While at college, she met and married explorer and clerk Archibald Ross Colquhoun in 1900. They traveled extensively together, and Ethel worked with him on travel and political books. When her husband died in 1914, she took over the publication of United Empire magazine as his successor .

She later married the farmer John Tawse Jollie. When he died in 1932, Ethel got into economic hardship despite the income from her journalistic activities. She had to sell the farm in 1934 and moved into an apartment in Salisbury. She was appointed women's employment officer but was diagnosed with cancer shortly thereafter. In 1946 she went back to Great Britain to recover health in an old people's home. But the Rhodesian government made funds available so that they could move to a small apartment in Rhodesia and live on a pension. She died there on September 21, 1950.

Publications (selection)

  • Two on their Travels. William Heinemann, 1902.
  • Our Just Cause; Facts about the War for Ready Reference. William Heinemann, 1914.
  • The Real Rhodesia. Hutchinson & Co., 1924.
  • Native administration in Southern Rhodesia. Royal Society of Arts, 1935

literature

  • Donal Lowry: White Woman's Country: Ethel Tawse Jollie and the Making of White Rhodesia. In: Journal of Southern African Studies. Taylor and Francis Ltd., Volume 23, Number 23, Special Issue for Terry Ranger , June 1997, pp. 259-281.

Individual evidence

  1. ^ Donal Lowry: White Women's Country. Ethel Tawse Jollie and the Making of White Rhodesia. In: Journal of Southern African studies, Volume 23, Number 2, June 1997, pp. 259 ff.
  2. a b c d e f g h i Stephen Luscombe: Ethel Tawse Jolie. In: The British Empire. August 9, 2018, accessed January 2, 2019 .
  3. a b c d e f Jock McCulloch: Black Peril, White Virtue: Sexual Crime in Southern Rhodesia, 1902-1935. Indiana Univ.

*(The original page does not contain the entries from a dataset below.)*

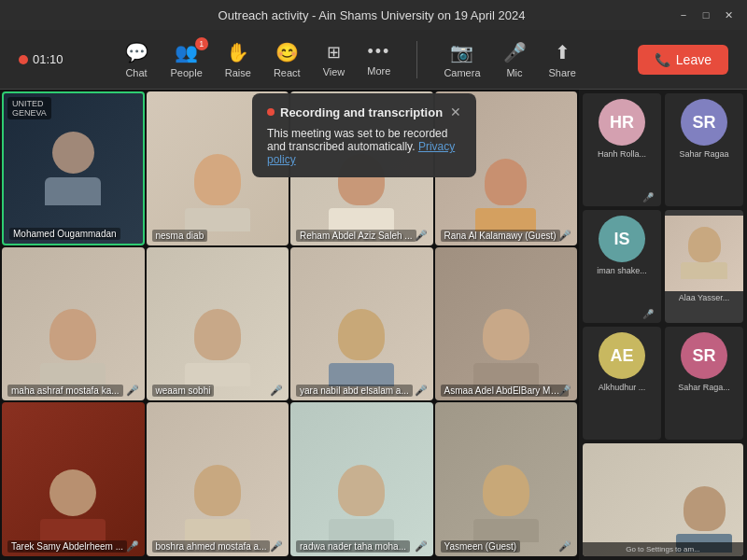 The image size is (747, 560). I want to click on last-cell-overlay: Go to Settings to am..., so click(663, 549).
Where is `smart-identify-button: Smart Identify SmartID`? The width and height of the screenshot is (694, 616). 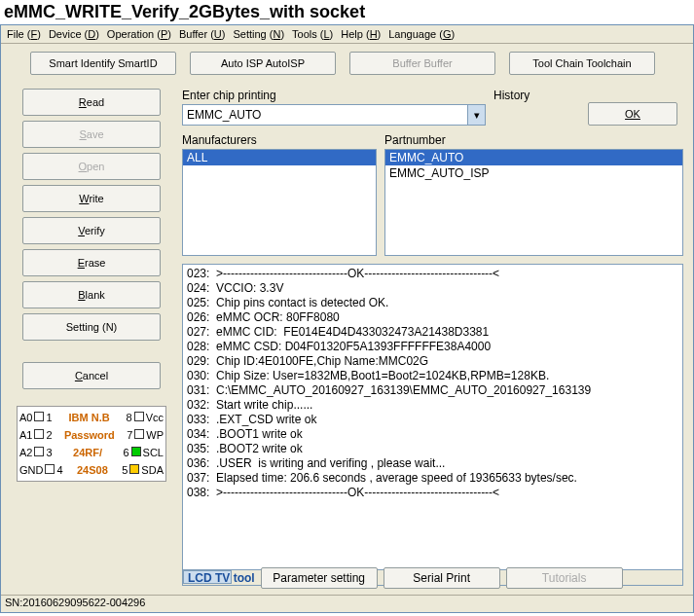 smart-identify-button: Smart Identify SmartID is located at coordinates (103, 63).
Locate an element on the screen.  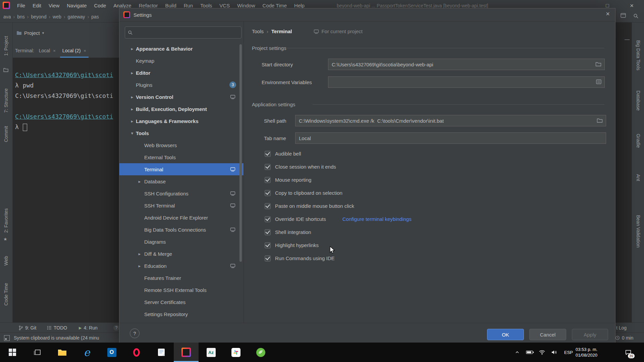
ok-button: OK is located at coordinates (505, 335).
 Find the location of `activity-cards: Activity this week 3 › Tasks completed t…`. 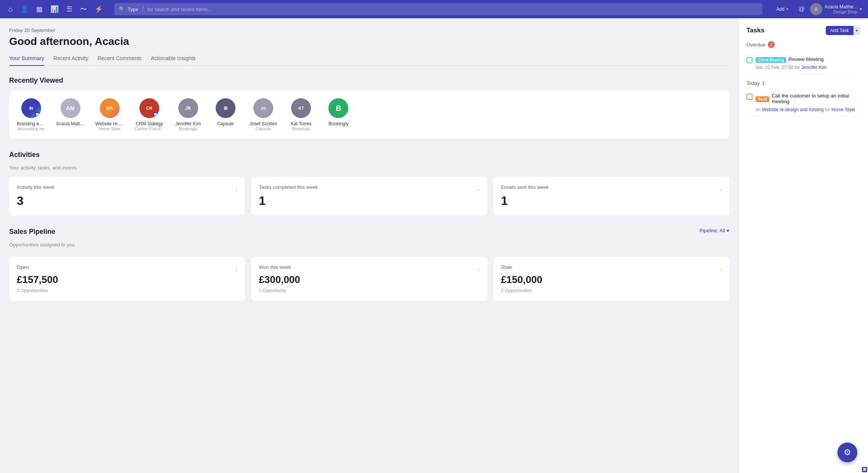

activity-cards: Activity this week 3 › Tasks completed t… is located at coordinates (369, 196).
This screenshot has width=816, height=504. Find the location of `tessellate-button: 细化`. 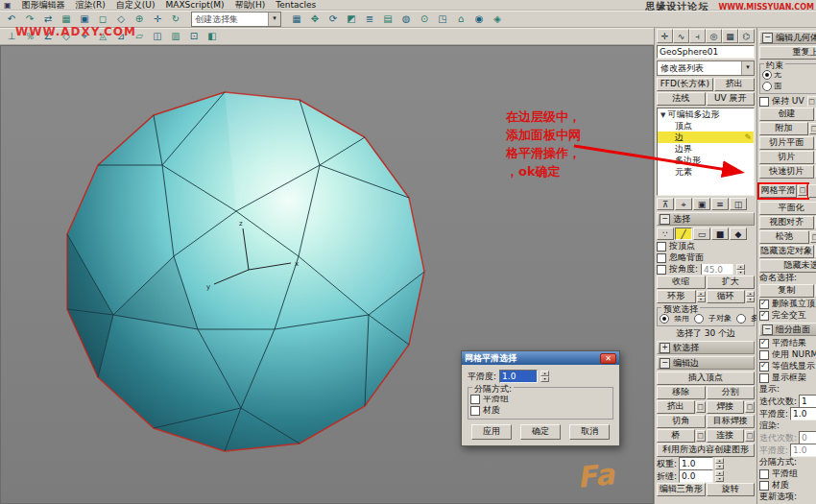

tessellate-button: 细化 is located at coordinates (812, 191).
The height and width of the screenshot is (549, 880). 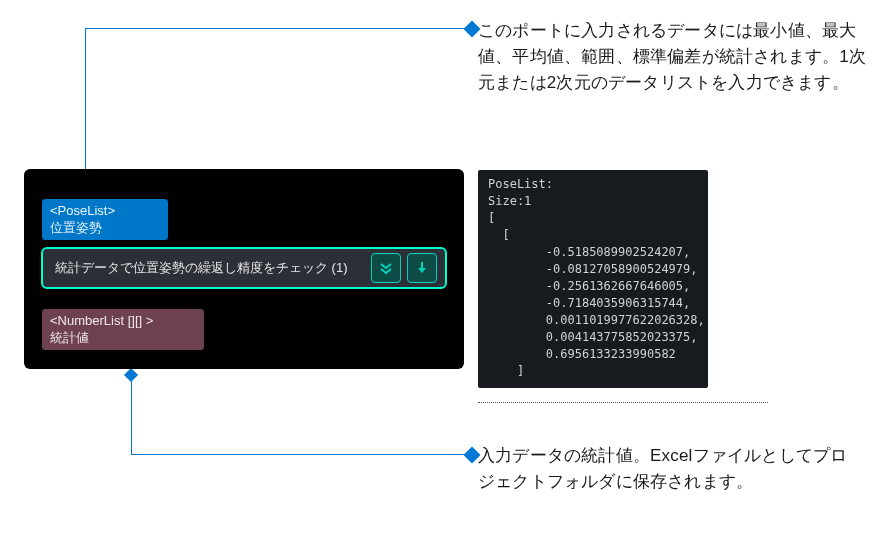 I want to click on expand-button, so click(x=386, y=268).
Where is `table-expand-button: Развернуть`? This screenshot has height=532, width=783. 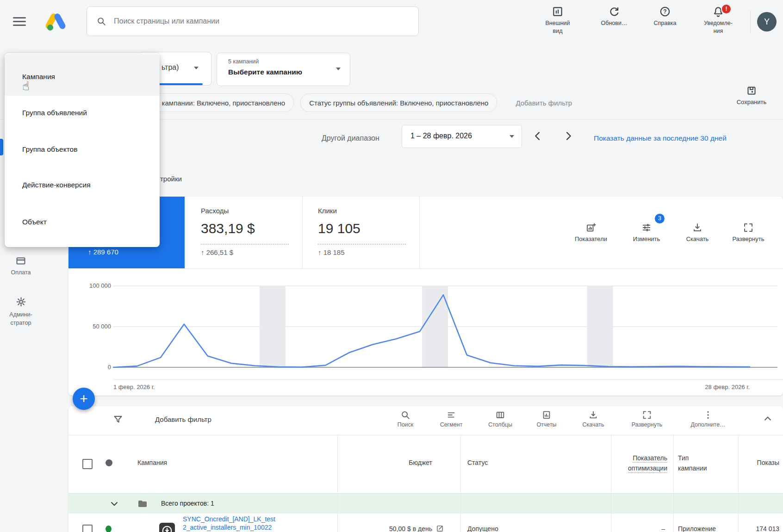
table-expand-button: Развернуть is located at coordinates (647, 419).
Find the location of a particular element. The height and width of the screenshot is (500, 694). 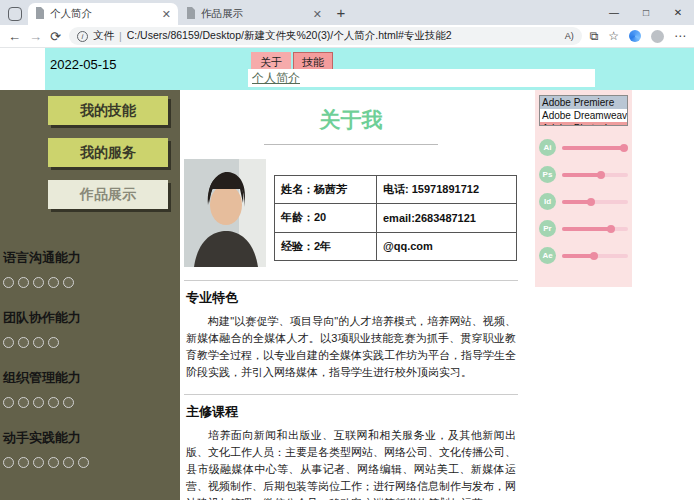

ability-label: 动手实践能力 is located at coordinates (92, 438).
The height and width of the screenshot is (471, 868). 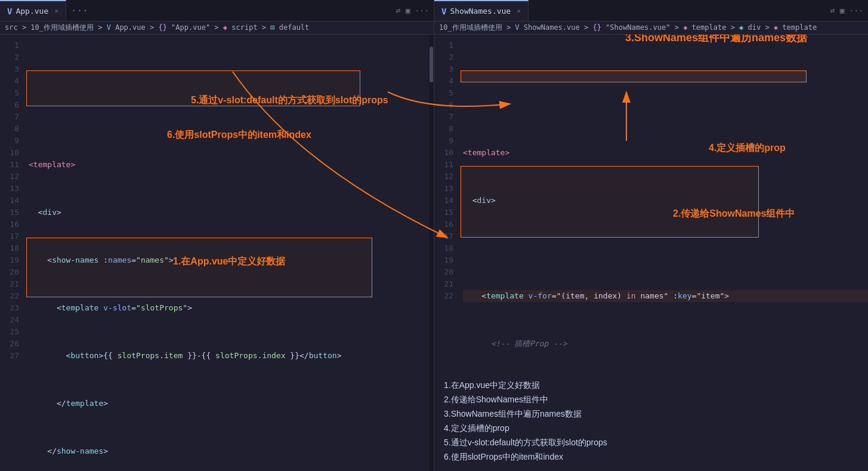 I want to click on more-icon-right: ···, so click(x=857, y=11).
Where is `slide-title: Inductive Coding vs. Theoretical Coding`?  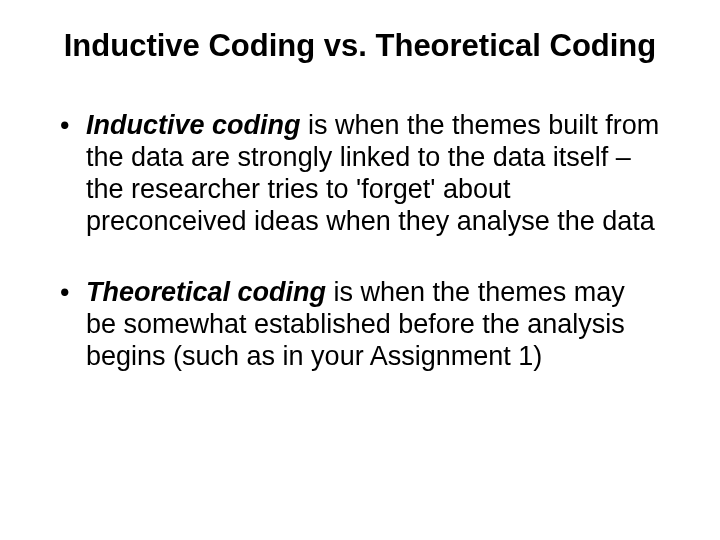
slide-title: Inductive Coding vs. Theoretical Coding is located at coordinates (360, 46).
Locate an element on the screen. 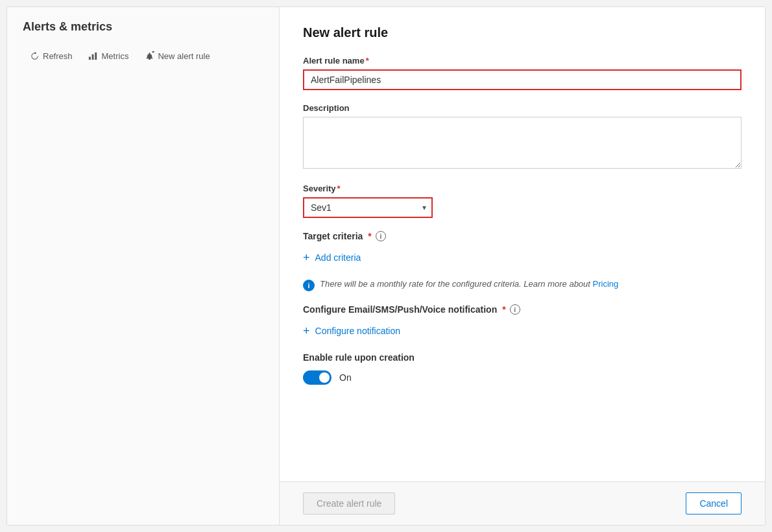 Image resolution: width=772 pixels, height=532 pixels. required-star-notification: * is located at coordinates (503, 309).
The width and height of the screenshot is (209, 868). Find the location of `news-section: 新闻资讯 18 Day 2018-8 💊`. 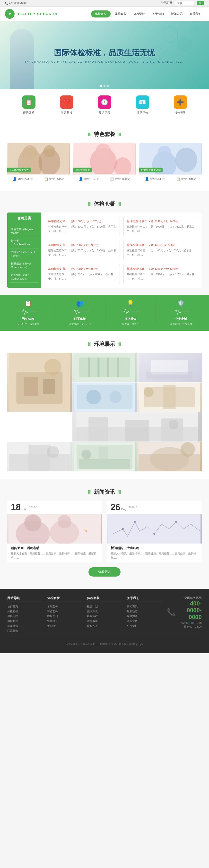

news-section: 新闻资讯 18 Day 2018-8 💊 is located at coordinates (104, 534).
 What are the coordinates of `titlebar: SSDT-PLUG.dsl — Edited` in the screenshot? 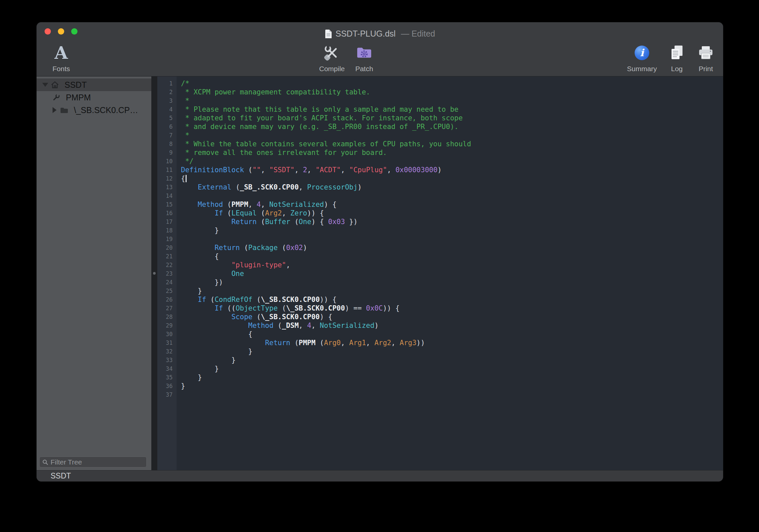 It's located at (380, 31).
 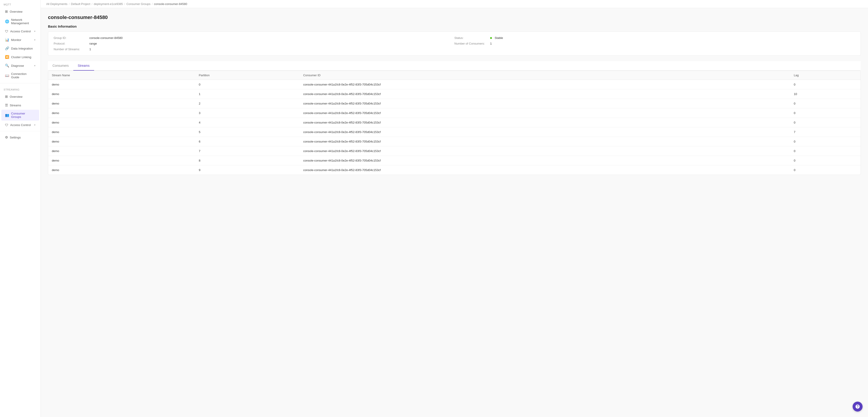 What do you see at coordinates (7, 49) in the screenshot?
I see `data-integration-icon: 🔗` at bounding box center [7, 49].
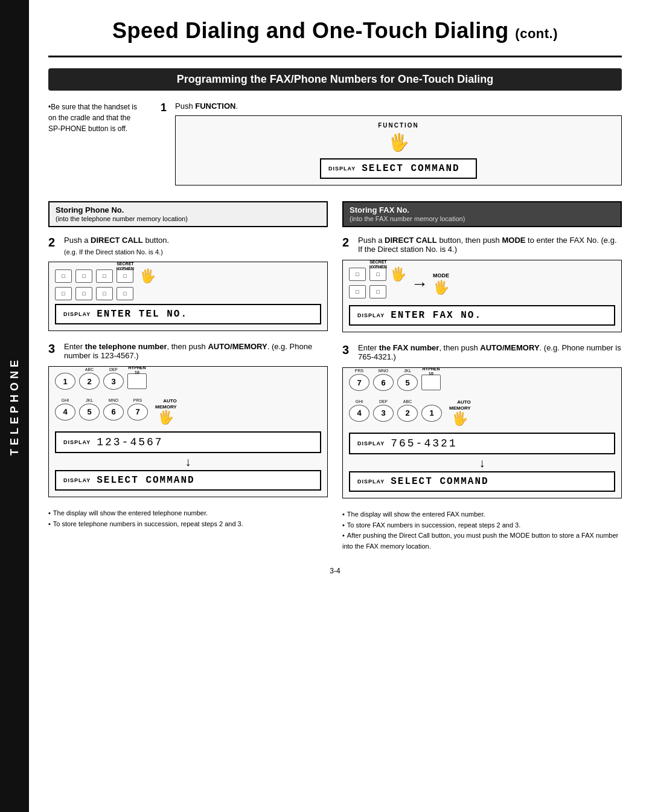 Image resolution: width=652 pixels, height=812 pixels. What do you see at coordinates (188, 283) in the screenshot?
I see `left-step2: 2 Push a DIRECT CALL button. (e.g. If th…` at bounding box center [188, 283].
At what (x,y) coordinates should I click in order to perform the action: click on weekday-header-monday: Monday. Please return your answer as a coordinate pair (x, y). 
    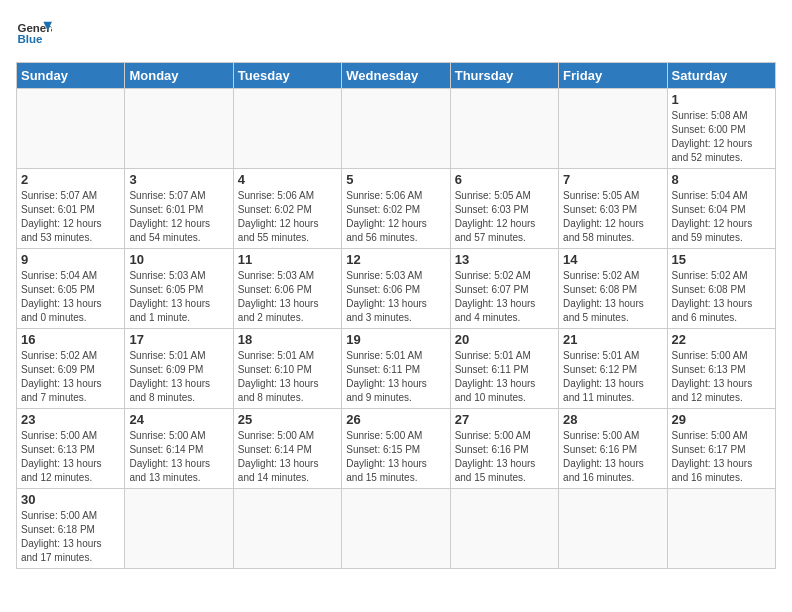
    Looking at the image, I should click on (179, 76).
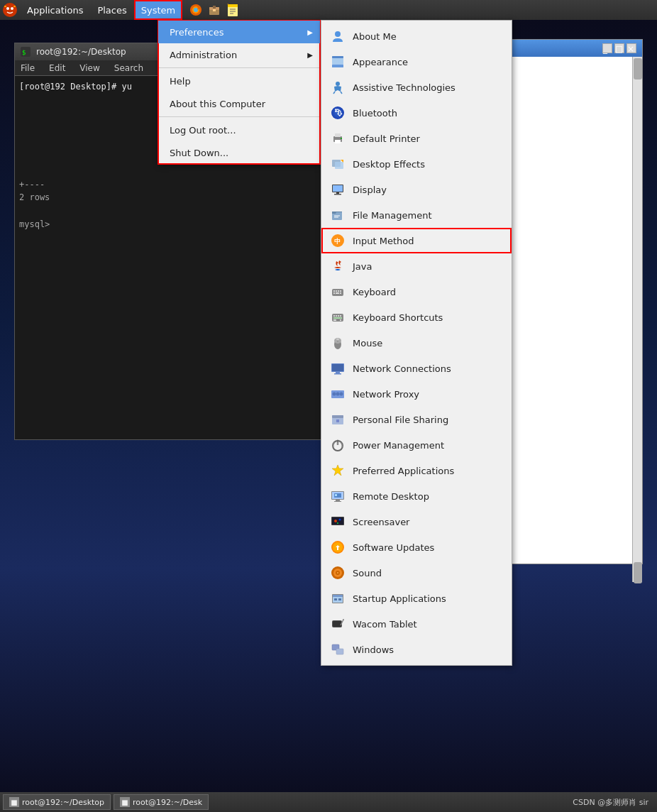  I want to click on default-printer-label: Default Printer, so click(386, 139).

Press 2000, ISBN 978-0253337283 , p. 218.
  4. ^ David Kenrick: Gendering the Settler State: White Women, Race, Liberalism and Empire in Rhodesia, 1950–1980 by Kate Law. (pdf, 507 kB) In: Journal of History and Cultures 7. 2017, pp. 48–49 , accessed on January 2, 2019 (English, review).
  5. ^ Mart Martin: The Almanac of Women and Minorities in World Politics. Westview Press Boulder, Colorado, 2000, p. 430.